By taking devious routes avoiding large towns, with adventures some of which were amusing and some not so funny, I contrived to cover the 400 miles of enemy-occupied France and arrive at the infamous Line of Demarcation, near Chalons-sur-Seone, in September.

The Line was a belt of country 2-3 miles wide running east to west across France. It was very dangerous to cross as the Germans patrolled it day and night, and if you were caught there without a permit to live in the Line you were yanked back into a concentration camp in Occupied France -- and afterwards sent to a Nazi labour camp in Poland, from which few emerged alive. However, I managed to get across safely.

In so--called Unoccupied France (the Germans were in civvies) one had to pay normally for everything, so not having more than about 2,000 francs on me, I surrendered myself to the Peuxieme Bureau (intelligence) in Macon and they arranged for me to live at the local barracks. On parole, but quite free to go anywhere in the town. The Colonel interviewed me and the suggestions he made showed that he was a Fifth Columnist. But I managed him alright and we remained on friendly terms. (After the war he was shot).

Then some friends told me of a French evade (escaper) who had gone to stay with his aunt in Marseille. By a miraculous coincidence he turned out to be a friend of mine living in London, so I went to Marseille and he found some cheep lodgings for me. This was in October 1940.

At this time Marseille was an incredible place, the Mafia were there in great force offering bogus escape schemes, but I soon learned that if money was asked for in advance then the scheme was phoney. Other British evades were arriving every day and were looked after by the French in the Port St. Jean on the Old Port. At one time their numbers were over four hundred.

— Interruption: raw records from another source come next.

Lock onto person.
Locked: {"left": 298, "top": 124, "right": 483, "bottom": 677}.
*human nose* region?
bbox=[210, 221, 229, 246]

I was stuck in Marseille till January 1941 when I made the acquaintance of a Spanish exile -- a contrabandist -- whose (very lucrative) job was taking escapers on the goat tracks over the Pyrenees into Spain and then returning with goods back into France. He agreed to take me and a friend for £200 sterling in francs, payable in instalments as we went.

With the help of several local people and an American cousin (America was not yet in the war) I managed to raise the money We went right across southern France from Marseille to Perpignan and once pitch-black night started to climb a rock strewn path. We had got up about a thousand feet when dawn broke so we laid up well hidden. The weather was marvellous, just like early summer. It took us three days and four nights before we were put on a train for Barcelona, where the British Consulate put us up and gave us temporary travelling documents, with Portuguese visas but NO Spanish visas. We went by a slow train to Madrid, but just before we arrived we were picked up by a police control and carted off to prison -- and made to pay for the taxi.

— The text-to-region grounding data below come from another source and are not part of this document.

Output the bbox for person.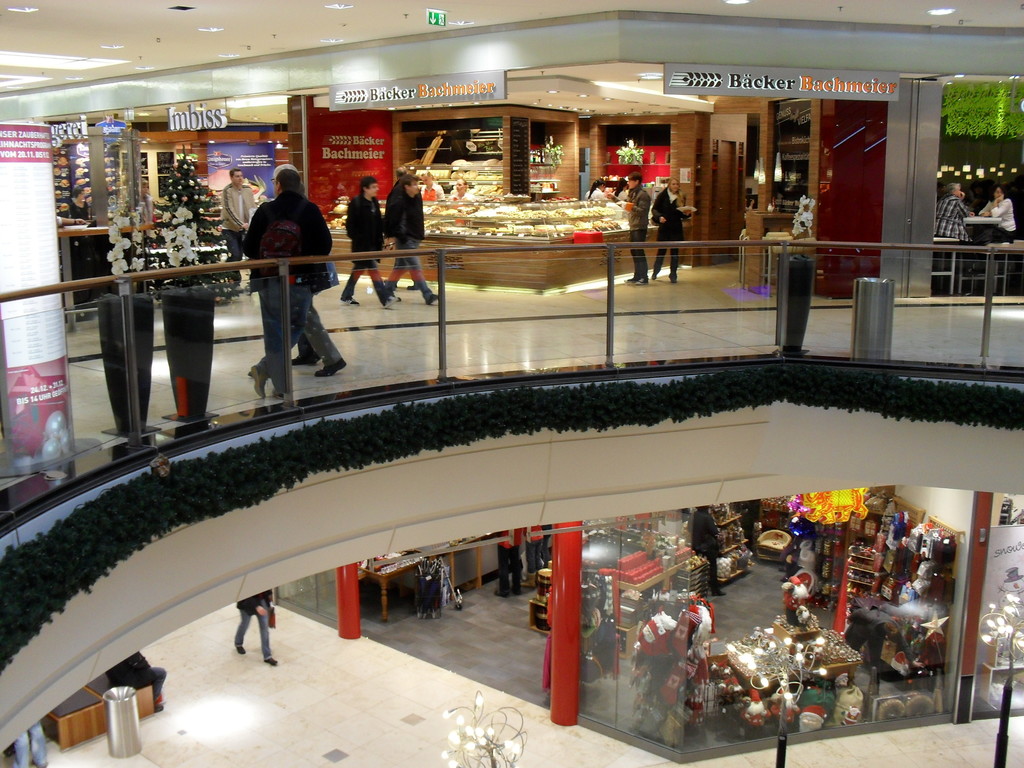
<bbox>237, 170, 332, 399</bbox>.
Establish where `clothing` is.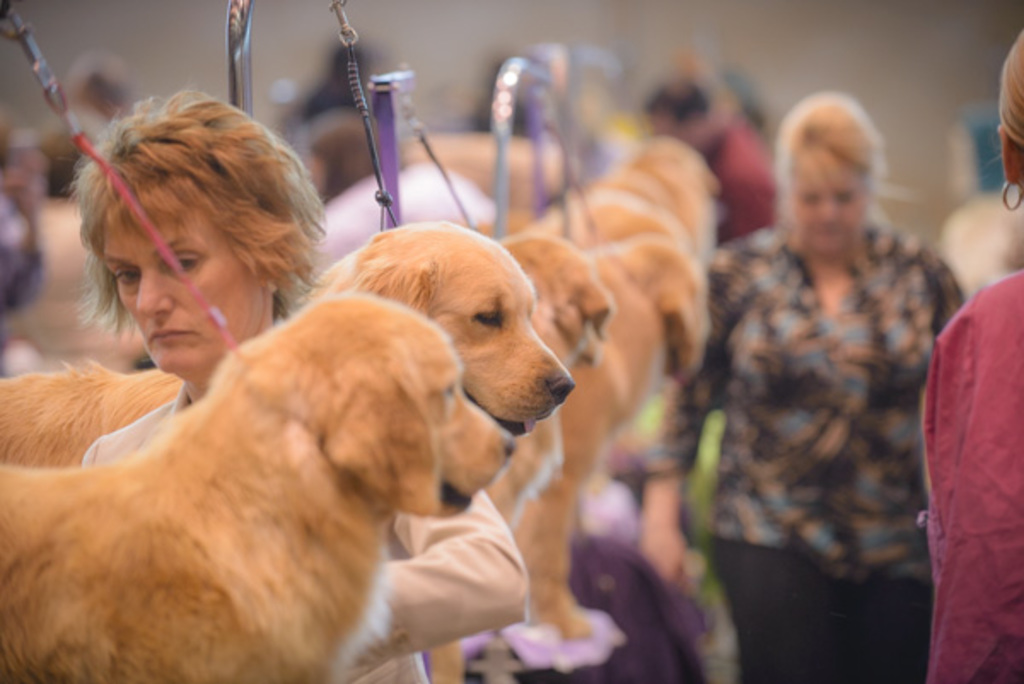
Established at x1=710, y1=123, x2=775, y2=242.
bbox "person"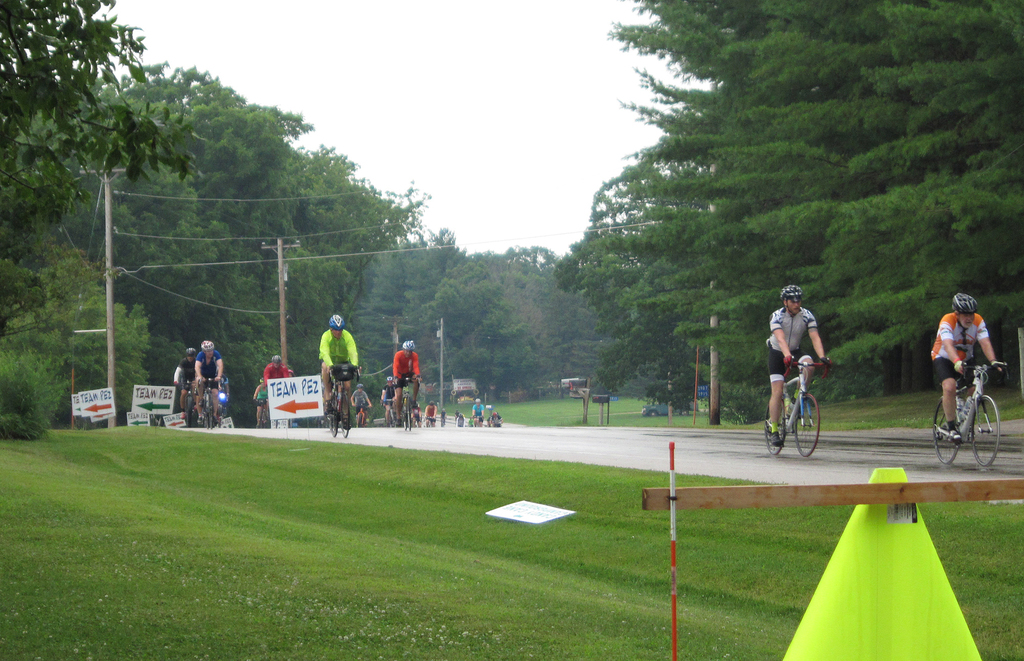
[380, 379, 392, 421]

After a week under the most appalling conditions we were let out on the 9th. of February 1941. At once I contacted the Military Attache at the Embassy who asked me if instead of being taken down to Gibraltar (in Army truck) and so home direct, would I be willing to go to Lisbon and work for Intelligence on escape schemes, one of which I had set up. I agreed and worked in Lisbon for five months. But I gradually became so ill mentally that I asked for a flight home and arrived in U.K. on the 5th. of July 1941.

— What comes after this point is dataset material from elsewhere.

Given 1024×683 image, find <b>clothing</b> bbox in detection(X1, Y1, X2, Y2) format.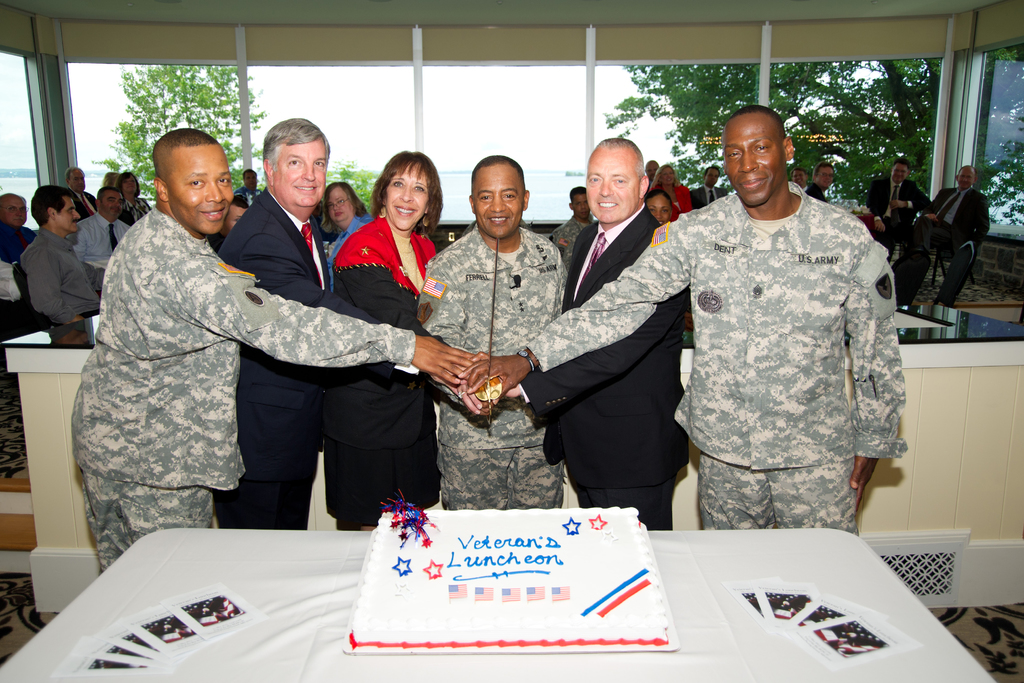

There are about 35,000 words and 33 Chapters in the typescript.

At the end there are some Notes covering the visit of my wife and myself in 1951 to retrace the same devious routes I took in 1940. And to personally thank upwards of a hundred people who, by their supreme bravery and generosity, had given me shelter, sustenance, and guidance.

If the above synopsis is of interest to you, and you would consider serialisation, I would be glad to send you the typescript.